Roughly two years prior to opening the Smithfield Q Daddy’s, Andrus and her brother, Jesse Witten, hatched plans to bring a barbecue restaurant to the town that’s home to the corporate headquarters of global pork-processing giant Smithfield Foods. Witten, Q Daddy’s head “pitmaster” or barbecue chef, had initially eyed the former Tastee Freez restaurant on South Church Street; it had served as Smithfield’s go-to place for fast food in the 1950s before McDonalds and Hardee’s came to town. But the deal fell through and the town government, in 2021, declared the building “blighted” and had it razed.

“We loved the old building,” Andrus said. “It was kind of iconic. … It just looked like a throwback place.”

It wasn’t long after the collapse of the 2015 Tastee Freez deal that Witten, driving down South Church Street, saw a “for sale or lease” sign at the former Texaco, which had most recently operated as the Come & Go Food Mart.

“It was in pretty terrible condition,” Andrus said, “but it had a hood vent in it that they had been cooking gas station fried chicken. We just loved it.”

When the family’s contractors advised against buying and trying to rehabilitate the dilapidated storefront, they bought it anyway and did much of the renovations themselves.

Q Daddy’s Wakefield location also dates to the 1960s and was “important to the town,” Andrus said. The Wakefield renovations, which took 14 months to complete, included the addition of a smokehouse and dining room.

“That’s been a great second location for us,” Andrus said.

The siblings and their mother, Q Daddy’s President Lynn Witten, had begun looking “a while ago” to open a third location in Grafton, Andrus said.

The unincorporated York County community has a “similar vibe” and “small-town charm” to Smithfield, Andrus said.
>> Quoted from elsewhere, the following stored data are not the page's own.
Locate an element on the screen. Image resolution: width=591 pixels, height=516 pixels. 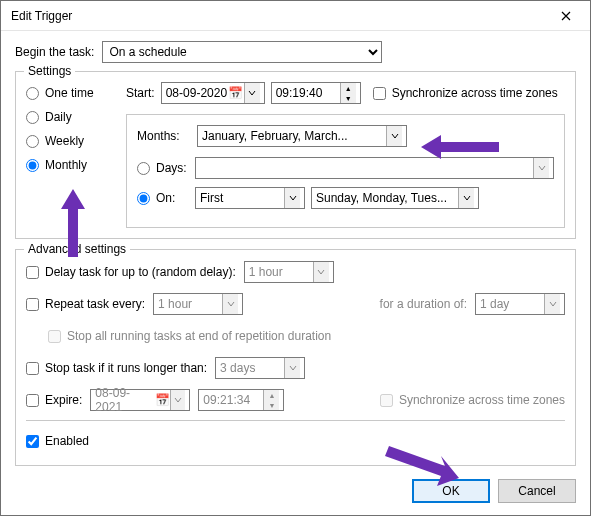
on-which-select: First is located at coordinates (250, 198).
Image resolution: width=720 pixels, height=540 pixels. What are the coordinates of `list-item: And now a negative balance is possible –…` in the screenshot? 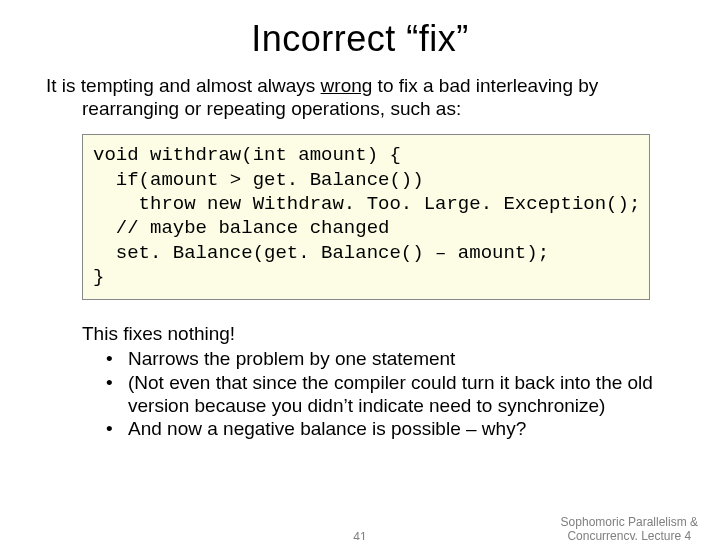 It's located at (390, 428).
Much like the Smithfield site’s origins, Q Daddy’s had initially eyed a different location than Pop’s, but the deal fell through. Then the family’s real estate agent called to inform them that Pop’s Allen family owners planned to retire and sell the business. Andrus and her family took advantage of the rare opportunity to tour the restaurant before it hit the market.
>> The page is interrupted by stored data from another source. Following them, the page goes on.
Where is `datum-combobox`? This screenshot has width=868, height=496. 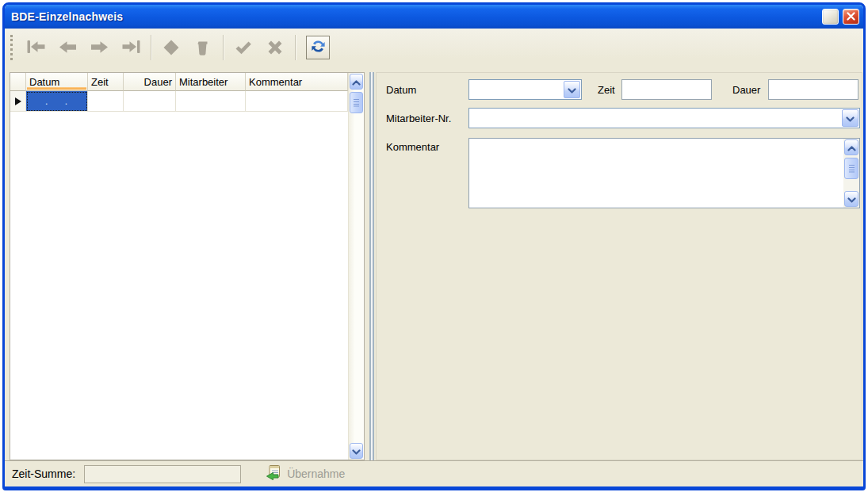 datum-combobox is located at coordinates (525, 90).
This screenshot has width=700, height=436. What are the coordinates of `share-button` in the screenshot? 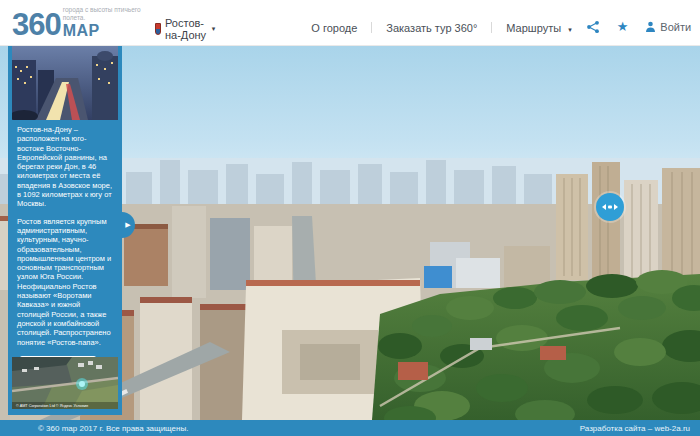 It's located at (593, 27).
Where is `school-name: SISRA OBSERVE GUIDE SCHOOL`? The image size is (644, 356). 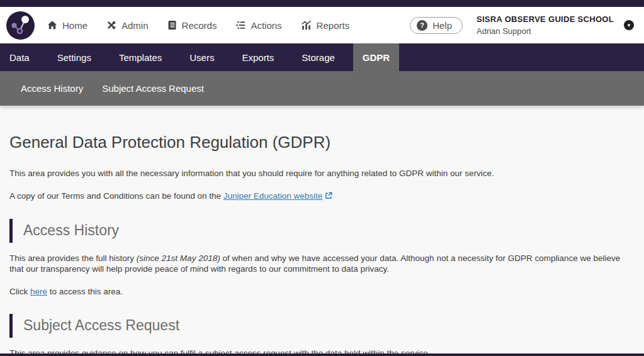 school-name: SISRA OBSERVE GUIDE SCHOOL is located at coordinates (545, 19).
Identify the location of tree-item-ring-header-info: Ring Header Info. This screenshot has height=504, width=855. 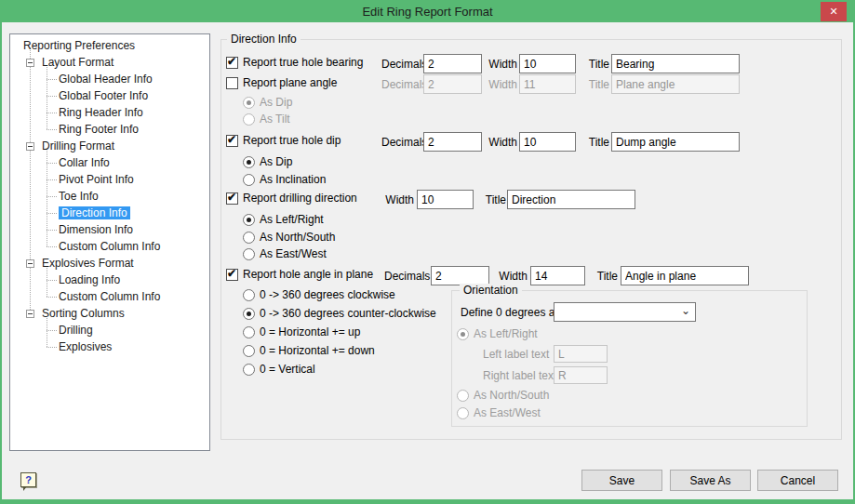
(110, 113).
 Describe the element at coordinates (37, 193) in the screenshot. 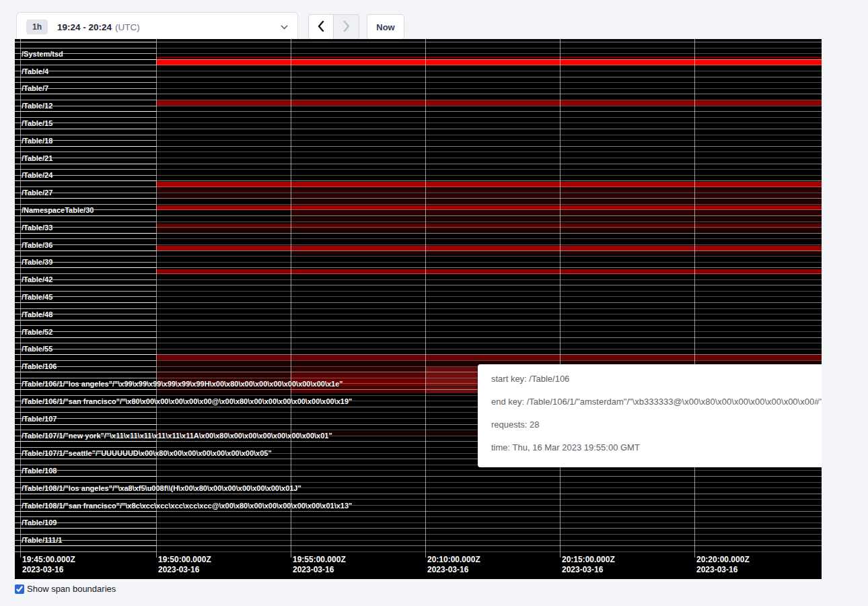

I see `row-label: /Table/27` at that location.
“We met with the owners, who have been working there for 45 years. … They sat in the dining room with us, told us their history and their legacy,” Andrus said.

It “reminded us a lot,” she said, of Q Daddy’s own journey over the past six years.

As Andrus retells the story, after hearing it from Pop’s current owner, Randall Allen, Pop’s began as a hotdog stand, named for its original owner, Pop Warnick. Allen’s father would deliver milk to the restaurant weekly. When Warnick retired, he sold the business to Allen’s father, who then ran it with his children for the next 45 years.

The original structure has undergone two additions under the Allen family’s management. In its dining room hung photos showing how the building had changed over the decades.

Andrus acknowledges she and her family will have large pots and pans to fill to live up to the expectations of the Allen family’s loyal customer base. Once the impending closure hit the news, Andrus said, there were lines of people around the block waiting to eat their final meal at Pop’s.

“It puts a lot of pressure on whoever comes next into that space,” Andrus said.

She and her family plan to add dining space, outdoor seating and a smokehouse to Pop’s, and possibly a drive-thru, pending approval from the Virginia Department of Transportation. She anticipates Pop’s reopening as Q Daddy’s in about a year.